Everyone thinks they know what good customer service is.
We’ve all had bad customer service—a waiter who won’t bring the check or an Internet company that can’t keep a four-hour appointment window.
But good customer service means more than keeping your water glass full.
Let’s say you work at a hotel.
It’s 11:30 at night and you’re getting ready to go home
“Sorry,” says your manager. A flight just got canceled and 200 passengers need a place to stay. We have 40 rooms available and we’re about to receive two busloads of tired, unhappy guests.
And then your manager says: “Remember to be friendly and polite!”
Before long, the lobby is filled with angry people, stacks of luggage, and screaming kids.
As you begin checking people in, the complaining and blaming starts.
Don’t you have any King-sized beds?
I need a room I can smoke in.
You want to scream “Stop! I didn’t cancel your flight! I didn’t choose your hotel. I didn’t decide how many of what kind of beds we’d have available or make the rules about smoking in the building.
I’m not the one who got you stuck here! I’m just trying to help!”
But you don’t scream. You bite your tongue and do your best to be “friendly and polite” but with so many people to serve, you wonder if you’re going to quit and walk out or just lose it on the next person who makes an unreasonable demand!
Who are these people?
It’s not like you caused anyone’s problems … but who do you think gets the blame and abuse?
Customer service may sound simple but it will test your patience in more ways than you can imagine.
How will you keep yourself together while an angry mob is blaming you for something you had no control over?
How will you remain “friendly and polite” when people can be angry and abusive or even sexist or racist?
The solution: storytelling.
No. Really. Understand the customer’s story.
They’ve been in the hands of the airlines all day. They’re tired. They’re hungry. Some have arrived without their luggage. They’ve missed their connecting flights and because of that, some of them will miss important events the following morning. They’ll miss their daughter’s wedding or make it to the dock just in time to watch their cruise ship sail away.
And now, after a long wait in a midnight line, they arrive at the front desk where you’re trying to get them checked in.
What kind of treatment do you think they’re expecting?
If you consider how their story has gone so far, they’re probably expecting more neglect, incompetence, and disappointment.
Are you going to take that personally?
Are you going to walk out or wait till you get home before you start crying and writing your resignation letter?
Or … will understanding the customer journey help you to be “friendly and polite,” not because your manager told you to but because your business storytelling skills have given you the empathy you need to survive the long midnight march of tough customers?
Use the power of story to take the CUSS out of customer service.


WORK INSTRUCTIONS: List each line of the data in which the string "median" appears.

:: EXTRACTED RECORDS ::

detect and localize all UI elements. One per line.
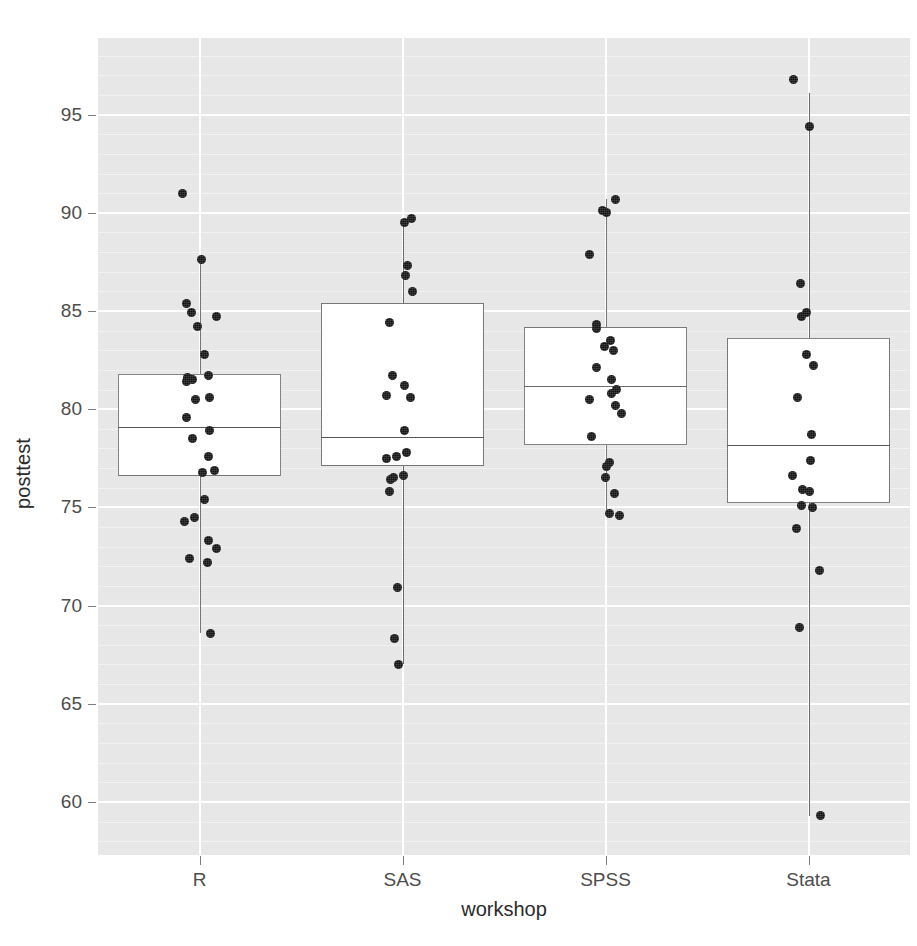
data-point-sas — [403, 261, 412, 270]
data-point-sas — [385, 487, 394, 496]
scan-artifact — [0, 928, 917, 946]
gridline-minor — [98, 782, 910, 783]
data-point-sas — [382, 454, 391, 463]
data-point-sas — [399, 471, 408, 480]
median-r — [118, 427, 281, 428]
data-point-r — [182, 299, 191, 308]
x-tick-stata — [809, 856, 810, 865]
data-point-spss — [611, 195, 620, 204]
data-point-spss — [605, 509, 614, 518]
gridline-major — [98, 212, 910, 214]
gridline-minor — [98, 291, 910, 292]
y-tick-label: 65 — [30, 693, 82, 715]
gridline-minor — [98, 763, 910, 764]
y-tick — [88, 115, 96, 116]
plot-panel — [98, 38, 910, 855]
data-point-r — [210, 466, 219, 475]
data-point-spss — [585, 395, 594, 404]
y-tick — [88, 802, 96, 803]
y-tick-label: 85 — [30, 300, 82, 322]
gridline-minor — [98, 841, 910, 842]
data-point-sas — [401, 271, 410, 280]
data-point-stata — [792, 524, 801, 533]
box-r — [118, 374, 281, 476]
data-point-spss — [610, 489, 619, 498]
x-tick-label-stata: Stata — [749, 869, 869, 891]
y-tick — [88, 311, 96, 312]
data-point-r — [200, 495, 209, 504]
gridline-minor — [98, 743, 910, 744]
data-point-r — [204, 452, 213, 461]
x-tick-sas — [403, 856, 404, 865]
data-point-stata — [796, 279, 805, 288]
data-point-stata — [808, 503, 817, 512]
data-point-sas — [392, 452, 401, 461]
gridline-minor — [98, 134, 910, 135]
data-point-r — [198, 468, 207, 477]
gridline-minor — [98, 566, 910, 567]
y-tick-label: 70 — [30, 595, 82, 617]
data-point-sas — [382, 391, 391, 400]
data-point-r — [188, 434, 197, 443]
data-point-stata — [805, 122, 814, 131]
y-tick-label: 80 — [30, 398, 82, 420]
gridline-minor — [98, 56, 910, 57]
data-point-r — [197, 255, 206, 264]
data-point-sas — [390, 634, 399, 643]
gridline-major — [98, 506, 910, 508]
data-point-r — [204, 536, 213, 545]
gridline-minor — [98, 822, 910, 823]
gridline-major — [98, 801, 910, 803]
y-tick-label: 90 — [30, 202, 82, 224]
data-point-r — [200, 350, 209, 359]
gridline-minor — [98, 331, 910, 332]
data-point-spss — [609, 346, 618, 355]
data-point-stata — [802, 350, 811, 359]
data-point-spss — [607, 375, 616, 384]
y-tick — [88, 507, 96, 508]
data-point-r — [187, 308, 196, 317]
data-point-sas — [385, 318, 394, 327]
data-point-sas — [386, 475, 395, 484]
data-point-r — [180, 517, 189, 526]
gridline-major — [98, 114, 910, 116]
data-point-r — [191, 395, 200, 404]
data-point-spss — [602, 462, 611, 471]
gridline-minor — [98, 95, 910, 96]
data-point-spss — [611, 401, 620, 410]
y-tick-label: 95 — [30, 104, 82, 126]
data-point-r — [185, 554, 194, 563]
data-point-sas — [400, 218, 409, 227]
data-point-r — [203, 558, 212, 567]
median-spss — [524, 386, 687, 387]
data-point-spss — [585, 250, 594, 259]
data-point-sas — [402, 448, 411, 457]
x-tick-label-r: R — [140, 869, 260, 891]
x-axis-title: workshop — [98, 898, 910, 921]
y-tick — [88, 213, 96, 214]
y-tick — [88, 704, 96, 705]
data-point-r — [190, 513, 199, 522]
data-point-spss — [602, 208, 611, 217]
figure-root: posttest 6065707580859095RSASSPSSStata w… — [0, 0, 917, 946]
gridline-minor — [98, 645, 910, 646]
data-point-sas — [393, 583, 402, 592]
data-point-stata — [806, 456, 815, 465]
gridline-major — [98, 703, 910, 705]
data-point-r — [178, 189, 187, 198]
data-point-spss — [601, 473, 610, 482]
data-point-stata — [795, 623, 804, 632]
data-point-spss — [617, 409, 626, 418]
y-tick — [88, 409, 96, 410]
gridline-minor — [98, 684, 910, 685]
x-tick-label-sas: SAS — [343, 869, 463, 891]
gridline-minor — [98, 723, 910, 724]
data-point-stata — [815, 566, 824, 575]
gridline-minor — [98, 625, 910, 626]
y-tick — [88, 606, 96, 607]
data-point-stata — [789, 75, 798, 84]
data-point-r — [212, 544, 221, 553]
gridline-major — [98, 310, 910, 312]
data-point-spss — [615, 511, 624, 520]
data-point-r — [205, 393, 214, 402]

:::
:: EXTRACTED RECORDS ::

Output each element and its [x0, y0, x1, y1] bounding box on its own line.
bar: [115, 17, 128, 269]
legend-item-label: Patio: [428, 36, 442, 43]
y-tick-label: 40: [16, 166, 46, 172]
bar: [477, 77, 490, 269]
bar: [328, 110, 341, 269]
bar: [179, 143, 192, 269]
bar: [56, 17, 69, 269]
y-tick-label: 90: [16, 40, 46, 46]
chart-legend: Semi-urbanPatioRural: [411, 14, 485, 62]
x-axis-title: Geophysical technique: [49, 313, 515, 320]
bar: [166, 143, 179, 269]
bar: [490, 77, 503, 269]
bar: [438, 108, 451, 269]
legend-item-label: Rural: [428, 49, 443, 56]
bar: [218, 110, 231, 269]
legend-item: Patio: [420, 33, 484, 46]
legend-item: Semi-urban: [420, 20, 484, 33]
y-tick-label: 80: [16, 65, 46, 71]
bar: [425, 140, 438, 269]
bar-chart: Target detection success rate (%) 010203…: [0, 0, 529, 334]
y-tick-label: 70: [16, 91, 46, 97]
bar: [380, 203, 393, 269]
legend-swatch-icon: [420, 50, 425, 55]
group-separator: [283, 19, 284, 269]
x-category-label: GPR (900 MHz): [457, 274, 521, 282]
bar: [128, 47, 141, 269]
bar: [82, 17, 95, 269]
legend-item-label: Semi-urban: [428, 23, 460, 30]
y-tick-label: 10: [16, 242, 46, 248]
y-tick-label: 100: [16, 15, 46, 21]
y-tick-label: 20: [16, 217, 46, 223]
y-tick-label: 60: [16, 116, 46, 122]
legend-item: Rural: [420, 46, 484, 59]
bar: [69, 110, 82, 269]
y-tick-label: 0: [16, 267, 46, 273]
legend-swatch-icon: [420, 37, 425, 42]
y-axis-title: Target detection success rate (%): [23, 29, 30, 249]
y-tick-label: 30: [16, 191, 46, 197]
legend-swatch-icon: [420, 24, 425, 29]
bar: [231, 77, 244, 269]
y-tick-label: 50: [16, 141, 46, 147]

:::

RESULT FOR THIS EXERCISE:
median-r — [118, 427, 281, 428]
median-spss — [524, 386, 687, 387]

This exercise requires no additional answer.